Microbiology Flashcards
(145 cards)
Meningitis
Acute - key = Neisseria meningitidis, Strep pneumonia Hemophilia influenzae. Others - listeria, group B strep, ecoli
chronic - CT here will show changes (thickening of dura)
aseptic - enterovirus - cocksackie group B, echovirus
Mortality - 10%
Morbidity - 5, deafness most common
Encephalitis
Rabies virus, arbovirus eg West Nile
Amoeba - Naegleria fowleri
Bacteria - listeria
Trypansoma species
Prions
Toxoplasmosis
Brain abscess
Otitis media, mastoiditis etc
Staph etc
Spinal
CSF studies, how to Interpret results
Listeria meningitis management?
Viral hepatitis A B C D E
Jaundice dark urine , pale stools, pruritus
Check what antibodies/ surface markers mean
HbsAg = surface antigen most important. Positive means current infection
HbcIgM = recent infection
AntiHbc = exposure to HbV, could be past or present
AntiHbs = surface antibody = immunity due to vaccination or cleared infection
Which immunoglobulin class shows recent infection?
IgM
IgG = past/ chronic
Insert table interpreting hep B findings
Hep B medications
Nucleoside/tide analogues
Entecavir, tenofovir
If treatment history is unknown , what assay will help establish previous patients HBV status
HBV DNA viral load
Why are genotypes 1 and 2 of hep B important?
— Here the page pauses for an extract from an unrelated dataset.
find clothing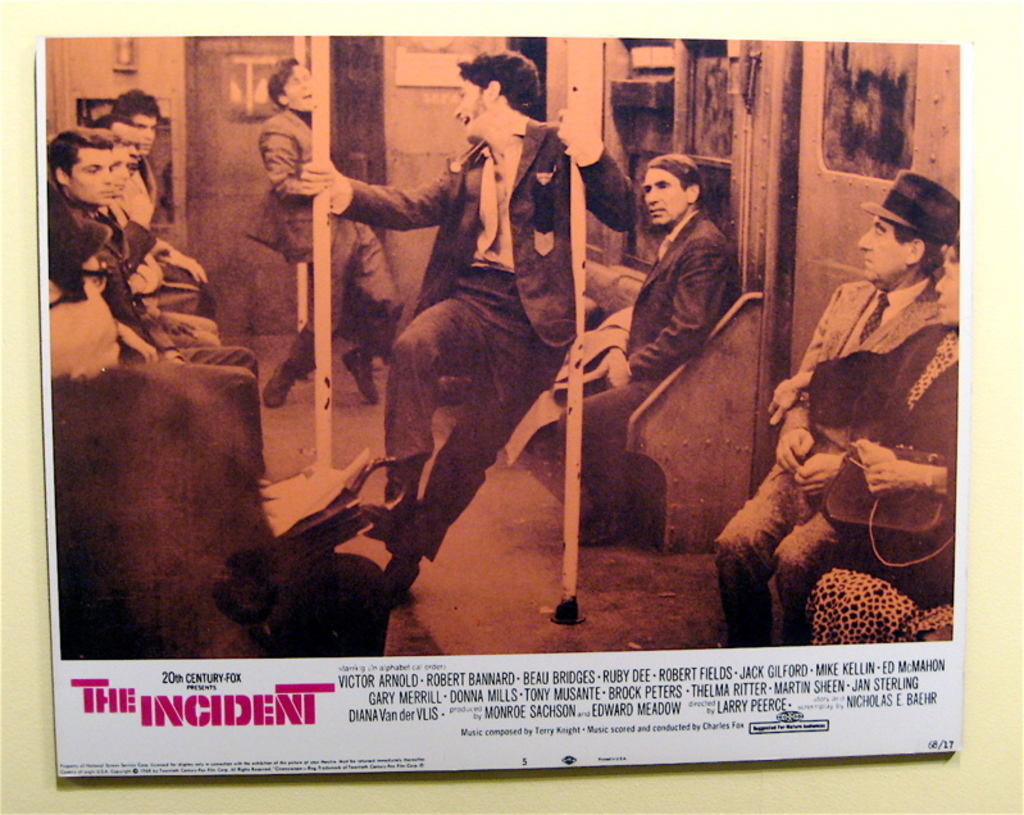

30% mortality in pregnant women
Chronic infection of hep e only happens in immunocompromised
Hep D requires infection with hep what to enter?
Hep B
Diagnosing pyrexia of unknown origin (PUO)]
History taking?
examination
investigation
definition = Fever >38.3 lasting for at least 3 weeks
1. B symptoms, localising symptoms
2. Medications - doses and initiation date
3. Contact history, pets/animal exposures
4. injecting drug use, sexual history
5. foreign travel
physical including fundoscopy (e.g roth spot endocarditis), look at spine
PET scan, Echo, brucella serology e.g patient from lebanon, HIV test for all patients, must test malaria if travel in last 2 days
if BP is 75/50 -> start Antibiotics immediately!!!!, this is sepsis and not PUO.
Infective causes of PUO
Inflammatory causes of PUO
SLE
rheumatoid arthritis
sjogrens syndromes
vasculitis syndromes
Malignant causes of PUO
lymphoma - especially non-hodgkins
leukaemia
renal cell carcinoma
Miscellaneous causes of PUO
endocrine - thyroiditis, addisons disease
TFTs screening
4 urgent causes of PUO
1. infective endocarditis
2. disseminated TB
3. central nervous system TB
4. Giant cell/ temporal arteritis
specific zoonoses
- farm/wild animals - UK or tropical
- companion animals - UK or tropical
managing patients with zoonoses
classic zoonoses
- campylobacter - chicken - diarrhoea - stool pcr for diagnosis - self resolving
- salmonella - chicken
- bartonella henslae - cats- bacilliary angiomatosis if immunosuppressed
- cats - toxoplasmosis
- brucellosis - unpasteurised milk from cattle/goat - fever, back pain, night sweats/weight loss - can present like TB. psoas abscess. psoas pus culture important
- coxiella burnetii - goat and sheep feces/milk, is aerosolised. learn presentation
- rabies - dogs, bats, cats
- rat bite fever -athralgia, fever
- hantavirus - rodents/rates - pulmonary-renal syndrome
- viral hemorrhagic fever - ebola, marburg, lassa, CCHF
opportunistic viral infections
51 year old with recent HSCT is unwell with ALT=800, what is the important test to do?
serology tests e.g EBV, hepB are not useful in immunosuppressed.